-------- WORKING DATA --------
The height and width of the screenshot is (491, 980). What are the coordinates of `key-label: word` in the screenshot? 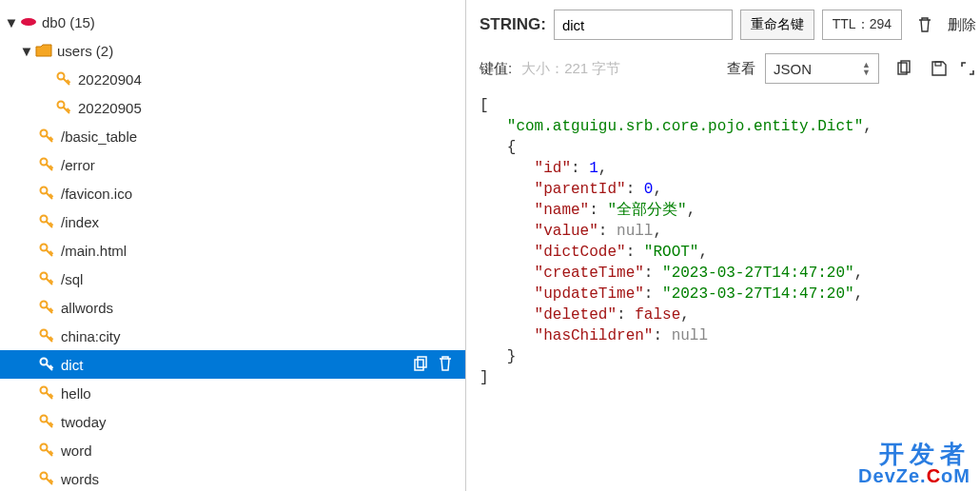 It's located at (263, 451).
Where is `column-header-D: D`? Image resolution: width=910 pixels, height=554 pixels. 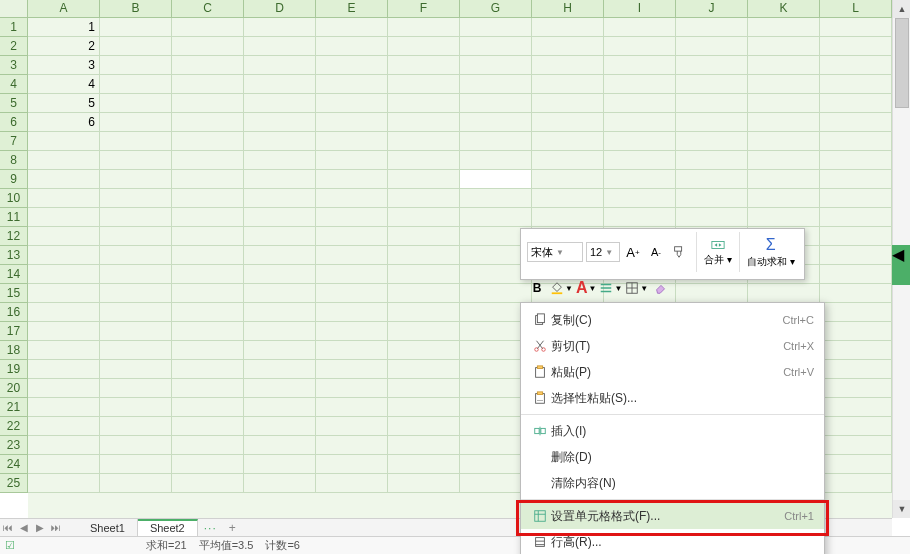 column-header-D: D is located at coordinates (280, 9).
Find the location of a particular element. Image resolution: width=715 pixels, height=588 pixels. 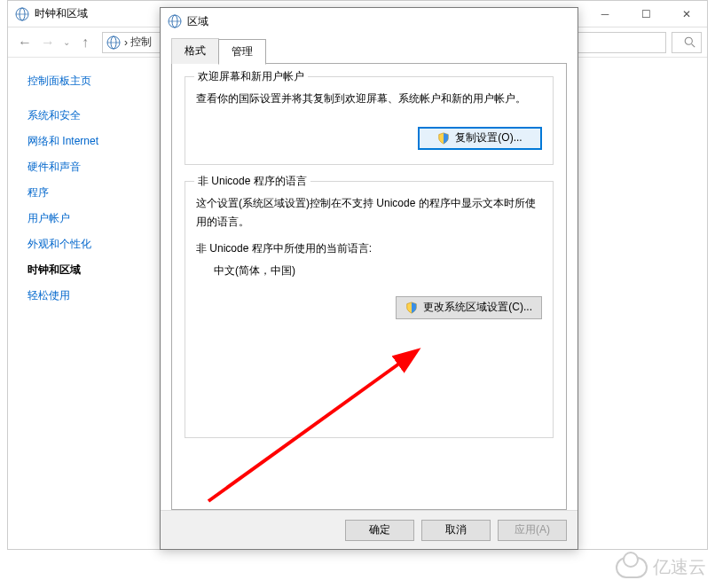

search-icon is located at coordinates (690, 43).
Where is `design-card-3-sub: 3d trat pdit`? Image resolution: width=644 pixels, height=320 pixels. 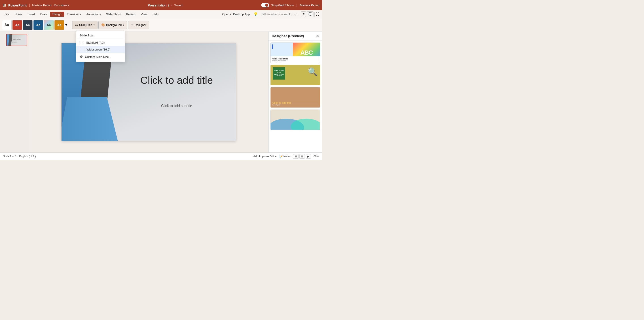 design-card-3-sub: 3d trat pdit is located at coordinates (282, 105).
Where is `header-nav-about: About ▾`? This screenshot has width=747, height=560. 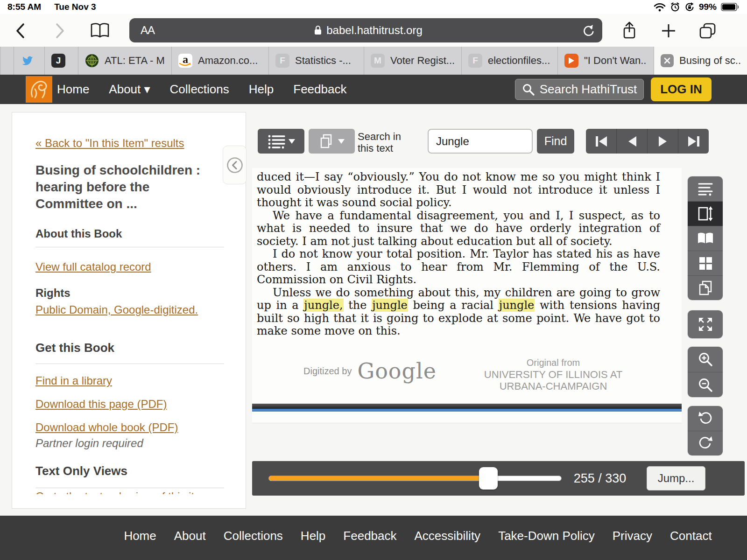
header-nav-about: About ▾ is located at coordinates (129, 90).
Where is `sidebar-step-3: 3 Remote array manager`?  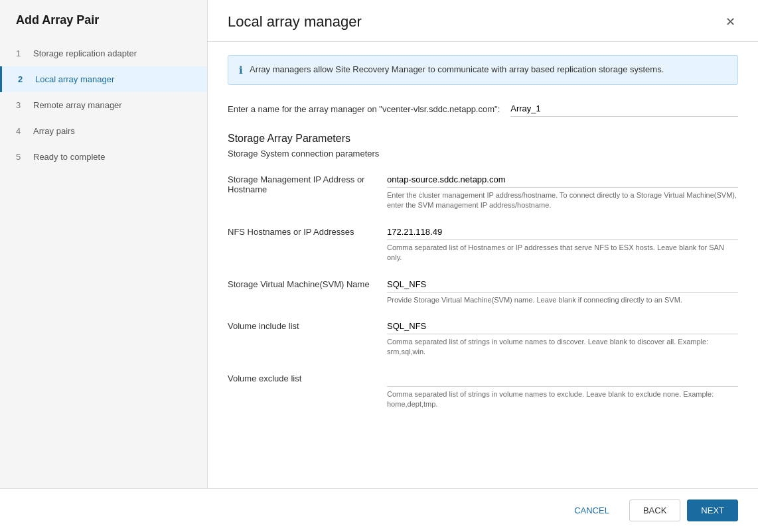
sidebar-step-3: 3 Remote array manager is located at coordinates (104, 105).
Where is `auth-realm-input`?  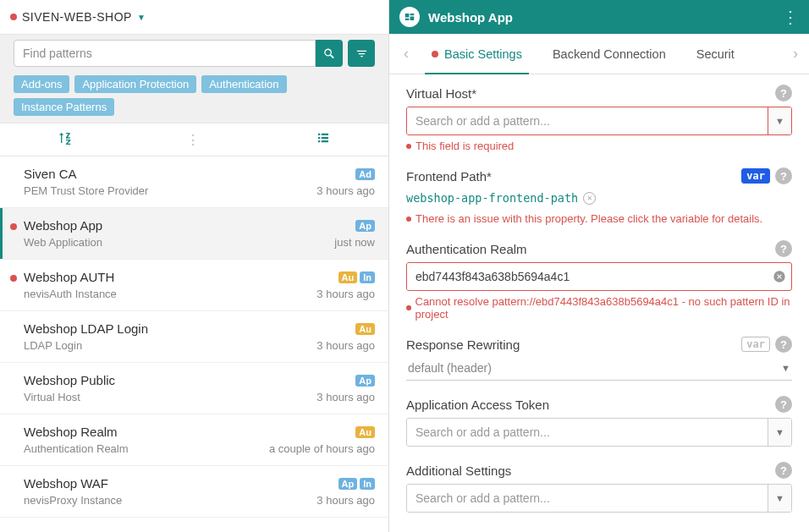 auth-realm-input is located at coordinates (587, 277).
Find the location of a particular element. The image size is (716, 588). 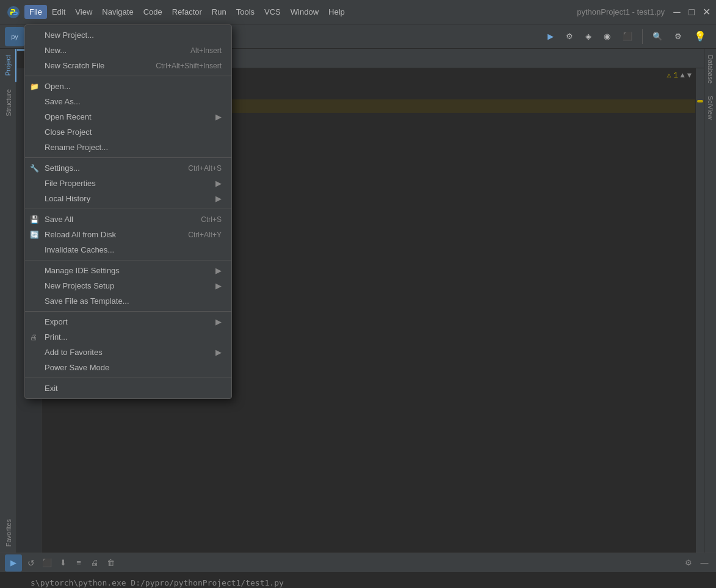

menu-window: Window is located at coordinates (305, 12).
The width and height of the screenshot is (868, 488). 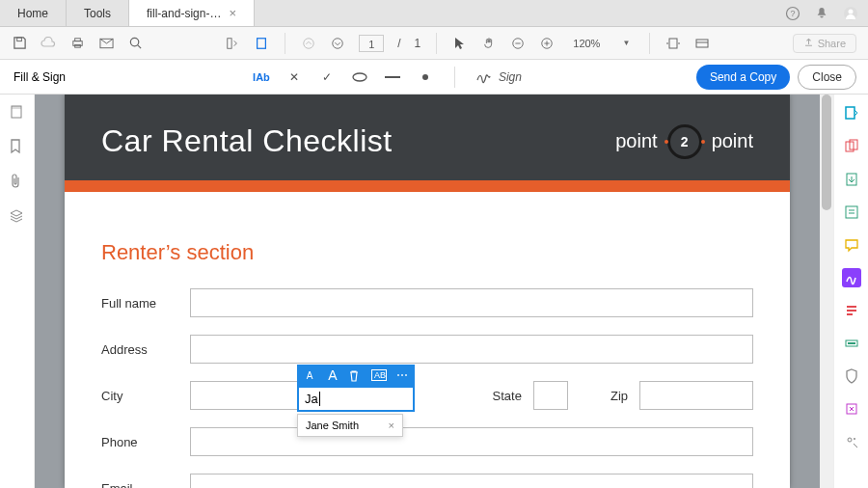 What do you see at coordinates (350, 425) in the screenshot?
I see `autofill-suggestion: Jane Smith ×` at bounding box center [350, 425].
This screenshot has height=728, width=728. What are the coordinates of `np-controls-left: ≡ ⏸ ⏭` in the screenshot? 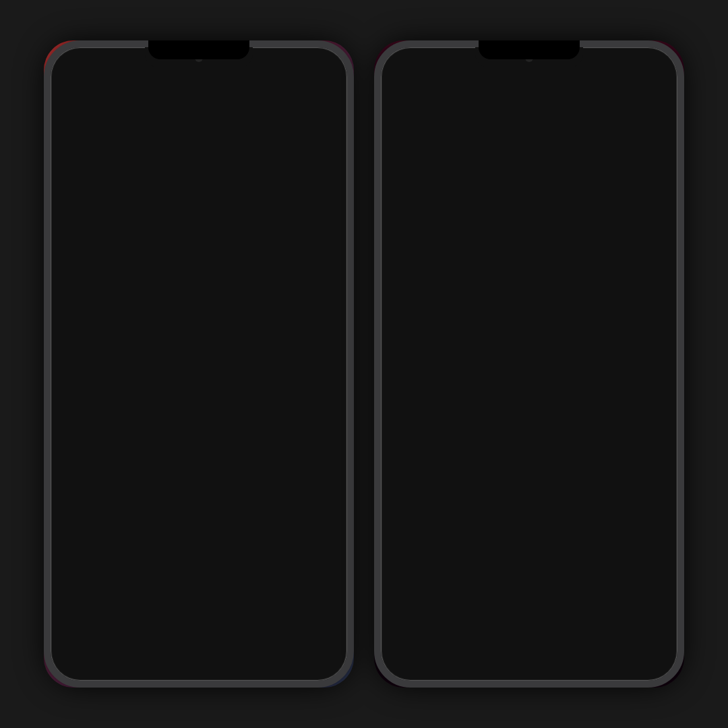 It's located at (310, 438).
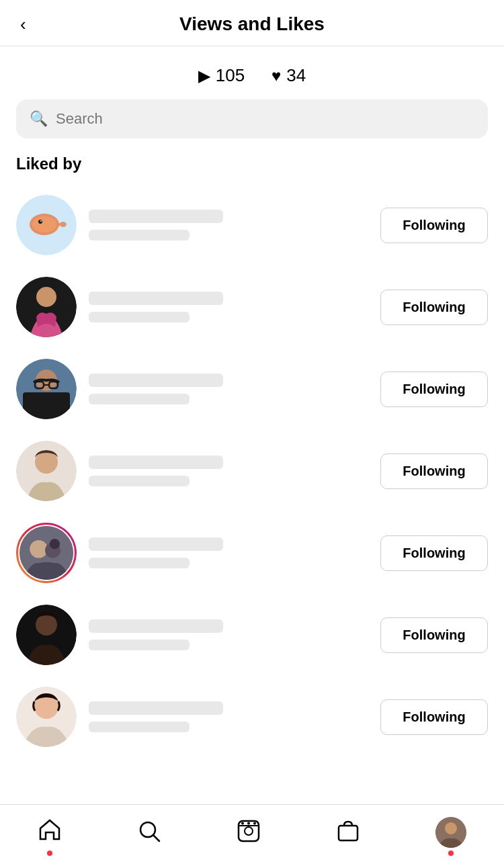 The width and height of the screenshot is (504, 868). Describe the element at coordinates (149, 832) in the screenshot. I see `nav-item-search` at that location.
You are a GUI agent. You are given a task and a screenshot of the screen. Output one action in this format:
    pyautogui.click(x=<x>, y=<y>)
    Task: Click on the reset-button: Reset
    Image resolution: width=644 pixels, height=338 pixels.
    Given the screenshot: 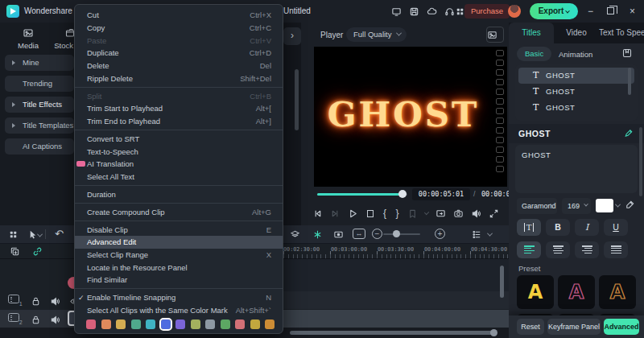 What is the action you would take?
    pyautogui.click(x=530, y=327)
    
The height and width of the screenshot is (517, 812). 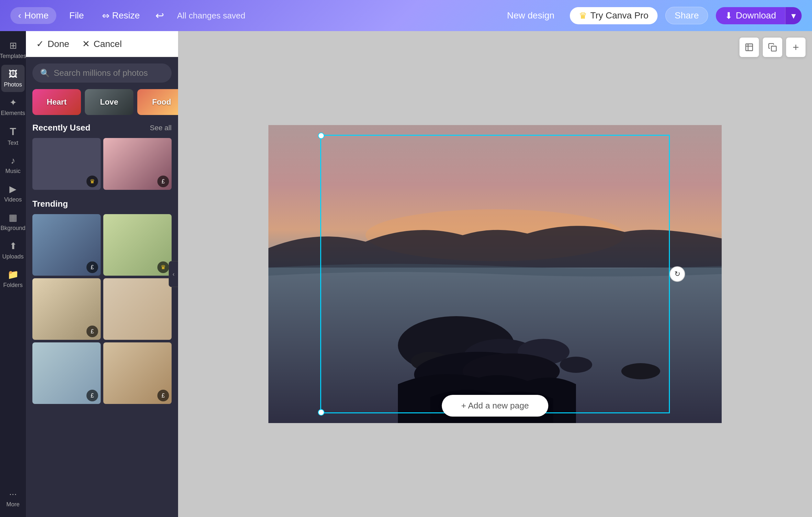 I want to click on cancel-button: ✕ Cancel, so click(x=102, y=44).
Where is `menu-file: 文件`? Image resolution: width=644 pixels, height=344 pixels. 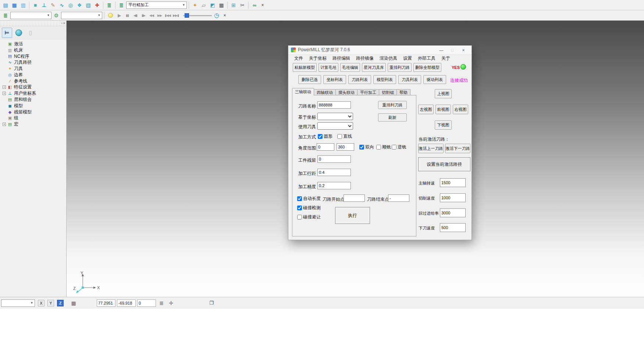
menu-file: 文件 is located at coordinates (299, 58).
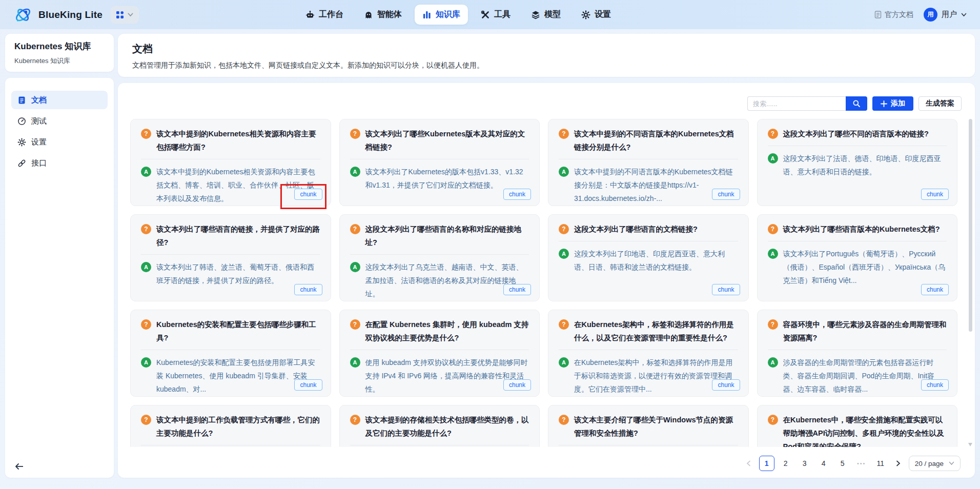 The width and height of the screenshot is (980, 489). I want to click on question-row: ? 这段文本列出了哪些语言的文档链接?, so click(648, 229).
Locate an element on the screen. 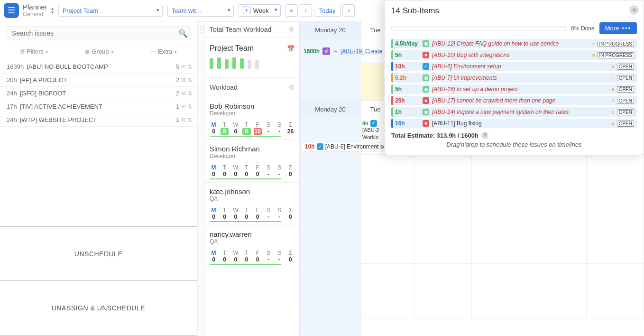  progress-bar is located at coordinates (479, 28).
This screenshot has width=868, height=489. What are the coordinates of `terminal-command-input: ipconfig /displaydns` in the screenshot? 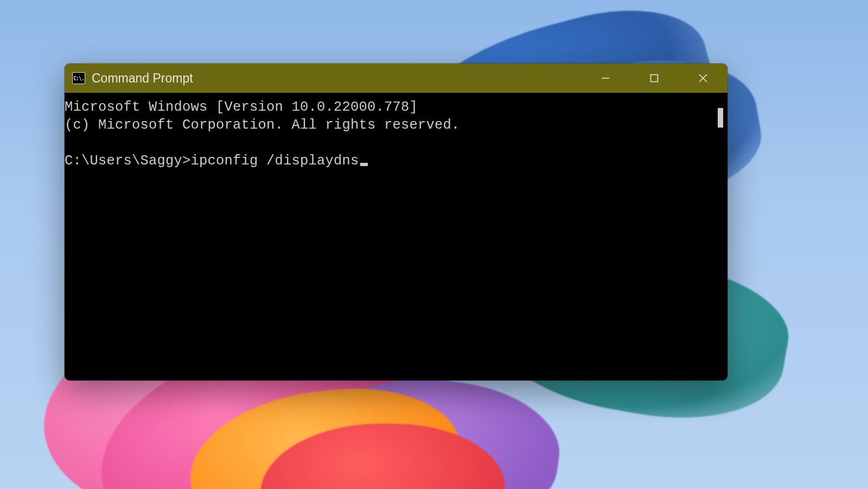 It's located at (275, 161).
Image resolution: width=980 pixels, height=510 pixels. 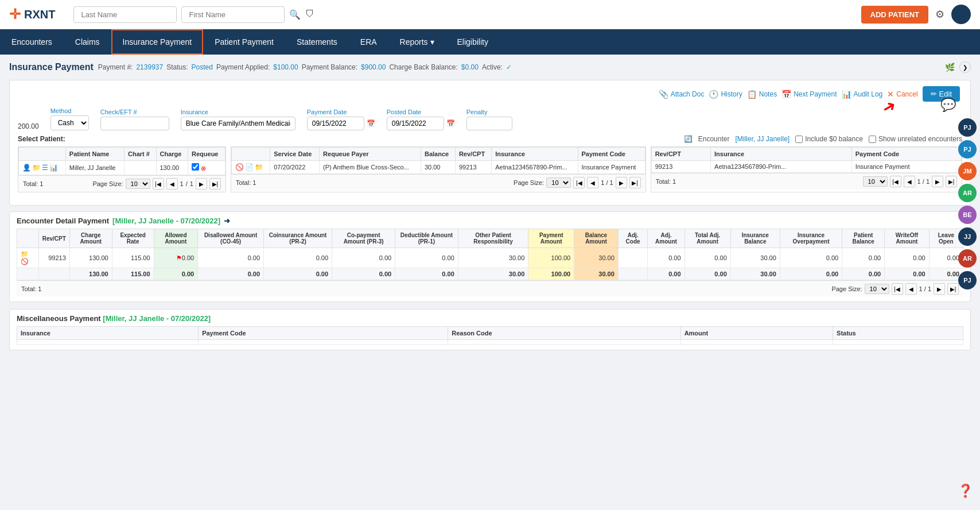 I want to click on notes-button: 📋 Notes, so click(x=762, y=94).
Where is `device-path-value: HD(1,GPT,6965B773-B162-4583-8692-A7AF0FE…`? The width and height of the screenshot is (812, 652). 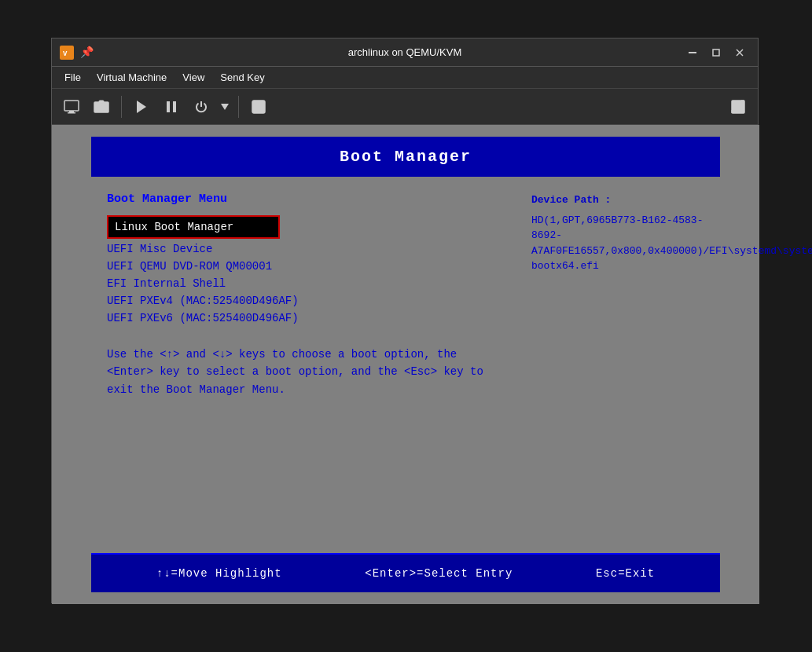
--------
WHAT TO PRODUCE →
Look above for the line with "You are a GUI" and the line with "Image resolution: width=644 pixels, height=338"; transcribe both and all lines in between, exactly, and nothing else.

EXERCISE RESPONSE →
You are a GUI agent. You are given a task and a screenshot of the screen. Output one action in this format:
    pyautogui.click(x=<x>, y=<y>)
    Task: Click on the reset-button: Reset
    Image resolution: width=644 pixels, height=338 pixels.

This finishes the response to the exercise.